Robert Lalonde revisits the last days of Virginia Woolf

Robert Lalonde could not place exactly the day he fell in love with Virginia Woolf. First dazzled by his novels, he has been interested for several years in his diary, which he always takes with him to find wisdom or inspiration.

“Virginia Woolf has always seemed to me an emblematic figure of the writer in general; someone who is obsessed with their work and feels like they have a constant date with failure. I am fascinated by her point of view on women’s writing, by her relentlessness in pursuing her work despite her detractors and in spite of the muddles of her thought, by her seductive madness. By reflecting on her inability to realize her literary ambitions, she creates new ones, prodigious achievements.

With A small sidewalk overlooking the abysspresented at the International Literature Festival, Robert Lalonde proposes the reading of an original theatrical text, which recounts the few days preceding the suicide of the great writer.

We find ourselves in 1941, in the middle of World War II. Virginia Woolf is harassed by the passion-torture that her job makes her feel. Under the whistling of German Stukas, during a game of pétanque in her garden, she recalls various episodes of her life, involving her husband, Leonard, her sister Vanessa and her alleged mistress Vita Sackville West.

“Virginia Woolf suffered all the ironies of her time. She was shouted down by male critics. It makes no sense to be told by the Times that you’re boring like a doting salon. With this piece, I claim to address people of today, that it resonates with our current concerns. This vision of the woman who writes like someone sentimental, who will dwell on her domestic problems, who is denied intellectualism, is still relevant.

The stream of consciousness

Robert Lalonde seeks with the text to do justice to the moving thought of the author of Mrs Dallowayto the battle that constantly takes shape in her mind, both with herself and with the world around her — to constitute a work that everyone seems to deem incomprehensible, and which is being built, word by word, thought by thought, literally before the eyes of the readers.

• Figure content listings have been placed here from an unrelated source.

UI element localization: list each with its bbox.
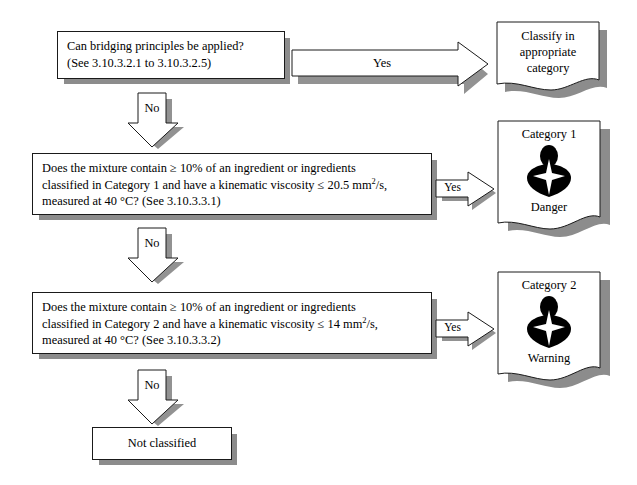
q3-line-2: classified in Category 2 and have a kine… (42, 316, 422, 333)
q3-line-3: measured at 40 °C? (See 3.10.3.3.2) (42, 332, 422, 349)
arrow-yes-to-category-1: Yes (436, 172, 498, 210)
terminal-box-not-classified: Not classified (92, 427, 232, 460)
q3-line-2-tail: /s, (367, 317, 378, 331)
classify-line-3: category (497, 60, 599, 76)
arrow-label-no-3: No (128, 379, 176, 391)
cat2-heading: Category 2 (498, 277, 600, 293)
cat1-signal-word: Danger (498, 199, 600, 215)
classify-line-2: appropriate (497, 44, 599, 60)
flowchart-canvas: Can bridging principles be applied? (See… (0, 0, 637, 485)
arrow-no-3: No (128, 370, 190, 428)
q1-line-2: (See 3.10.3.2.1 to 3.10.3.2.5) (67, 55, 275, 72)
q1-line-1: Can bridging principles be applied? (67, 38, 275, 55)
q2-line-1: Does the mixture contain ≥ 10% of an ing… (42, 160, 422, 177)
q2-line-2-text: classified in Category 1 and have a kine… (42, 178, 372, 192)
q2-line-2: classified in Category 1 and have a kine… (42, 177, 422, 194)
arrow-label-no-2: No (128, 237, 176, 249)
q2-line-3: measured at 40 °C? (See 3.10.3.3.1) (42, 193, 422, 210)
arrow-label-yes-cat2: Yes (437, 322, 468, 334)
outcome-classify-in-appropriate-category: Classify in appropriate category (497, 22, 617, 102)
q3-line-2-text: classified in Category 2 and have a kine… (42, 317, 362, 331)
classify-line-1: Classify in (497, 28, 599, 44)
arrow-yes-to-category-2: Yes (436, 312, 498, 350)
decision-box-category-2-criteria: Does the mixture contain ≥ 10% of an ing… (32, 292, 432, 354)
outcome-category-2: Category 2 Warning (498, 272, 620, 394)
arrow-label-yes-cat1: Yes (437, 182, 468, 194)
arrow-label-yes-top: Yes (332, 57, 432, 69)
arrow-label-no-1: No (128, 102, 176, 114)
outcome-category-1: Category 1 Danger (498, 121, 620, 243)
decision-box-category-1-criteria: Does the mixture contain ≥ 10% of an ing… (32, 153, 432, 215)
decision-box-bridging-principles: Can bridging principles be applied? (See… (57, 31, 285, 79)
health-hazard-pictogram-cat1 (525, 145, 573, 197)
q2-line-2-tail: /s, (376, 178, 387, 192)
health-hazard-pictogram-cat2 (525, 296, 573, 348)
not-classified-label: Not classified (128, 435, 196, 452)
cat2-signal-word: Warning (498, 350, 600, 366)
arrow-yes-to-classify: Yes (292, 42, 492, 86)
q3-line-1: Does the mixture contain ≥ 10% of an ing… (42, 299, 422, 316)
arrow-no-2: No (128, 228, 190, 286)
cat1-heading: Category 1 (498, 126, 600, 142)
arrow-no-1: No (128, 93, 190, 151)
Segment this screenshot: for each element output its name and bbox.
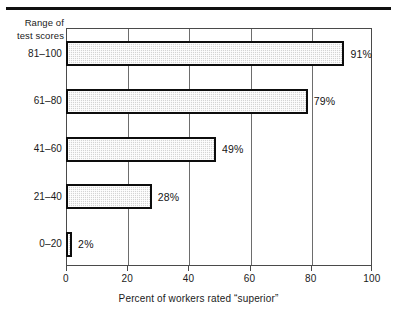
y-axis-title: Range of test scores — [8, 17, 64, 42]
bar — [66, 41, 344, 66]
x-tick-label: 60 — [244, 273, 256, 284]
x-axis-title: Percent of workers rated “superior” — [0, 293, 397, 304]
y-axis-title-line-1: Range of — [8, 17, 64, 30]
bar-value-label: 91% — [350, 48, 372, 60]
y-axis-tick-label: 21–40 — [0, 190, 62, 201]
bar-value-label: 79% — [314, 95, 336, 107]
top-horizontal-rule — [6, 7, 391, 10]
y-axis-tick-label: 0–20 — [0, 238, 62, 249]
bar-row: 91% — [67, 41, 373, 66]
bar-value-label: 28% — [158, 191, 180, 203]
bar — [66, 232, 72, 257]
bar-row: 79% — [67, 89, 373, 114]
bar-row: 28% — [67, 184, 373, 209]
x-tick-mark — [311, 266, 312, 271]
x-axis-ticks: 020406080100 — [66, 266, 372, 272]
x-tick-label: 100 — [363, 273, 380, 284]
bar-value-label: 49% — [222, 143, 244, 155]
bar — [66, 89, 308, 114]
y-axis-tick-label: 81–100 — [0, 47, 62, 58]
x-tick-label: 40 — [183, 273, 195, 284]
plot-area: 91%79%49%28%2% — [66, 28, 372, 266]
bar — [66, 184, 152, 209]
y-axis-tick-label: 61–80 — [0, 95, 62, 106]
x-tick-mark — [66, 266, 67, 271]
x-tick-label: 0 — [63, 273, 69, 284]
bar — [66, 137, 216, 162]
bar-series: 91%79%49%28%2% — [67, 29, 371, 265]
x-tick-mark — [127, 266, 128, 271]
x-tick-label: 80 — [305, 273, 317, 284]
x-tick-label: 20 — [121, 273, 133, 284]
y-axis-title-line-2: test scores — [8, 30, 64, 43]
y-axis-tick-label: 41–60 — [0, 143, 62, 154]
x-tick-mark — [250, 266, 251, 271]
bar-row: 2% — [67, 232, 373, 257]
bar-value-label: 2% — [78, 238, 94, 250]
x-tick-mark — [188, 266, 189, 271]
bar-row: 49% — [67, 137, 373, 162]
x-tick-mark — [371, 266, 372, 271]
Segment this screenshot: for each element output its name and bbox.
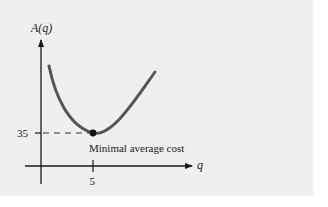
average-cost-curve <box>49 66 155 133</box>
y-axis-label: A(q) <box>30 21 52 35</box>
chart-svg: A(q) q 35 5 Minimal average cost <box>0 0 328 207</box>
minimum-point <box>90 130 97 137</box>
x-axis-label: q <box>197 158 203 172</box>
x-tick-label: 5 <box>90 175 96 187</box>
min-cost-annotation: Minimal average cost <box>89 142 184 154</box>
y-tick-label: 35 <box>17 127 29 139</box>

“Woolf is associated with the stream of consciousness — stream of consciousness — this writing technique that seeks to convey the author’s inner monologue, his thought, and all that chaos that entails, in writing. His pen, like his brain, expresses itself according to his impulses. Sometimes she is delirious, sometimes she clarifies her positions, is enraged by the misogyny of those around her. She could just as easily plunge into the abyss of anguish as throw a great burst of laughter in the face of human stupidity, that of men in particular. It is at once curious, delirious and dramatic, ironic and deliciously scathing.”

Agree to put yourself in danger

The context of the war serves here as a dramatic progression. Suicide or bomb, the writer is haunted by the certain prospect of her death. “Leonard was Jewish. Both felt increasingly dreaded as events progressed. This terrible atmosphere pushed them to their last entrenchments. They had nothing to lose by expressing their thoughts. It’s very rich in terms of material.”

In this propensity to go all out, Robert Lalonde also sees a reflection of our current world. “Even if it is exaggerated, we live in a time when we envisage for the first time the end of humanity. I think it gives rise to artistic expressions that go straight to the point and are less about pure entertainment.”

The writer therefore invites us to tame a state where we accept to put ourselves in danger, to abandon ourselves, to wander and get lost in order to better define ourselves and imagine a different future. “What should be remembered from Virginia Woolf today is the prohibition that she imposed on herself from taking herself and others too seriously. This is essential today, when everyone has a say in everything. Otherwise, we will never get through.”

A small sidewalk overlooking the abyss will be presented on September 27 and 28, at 8 p.m., at the Outremont theatre.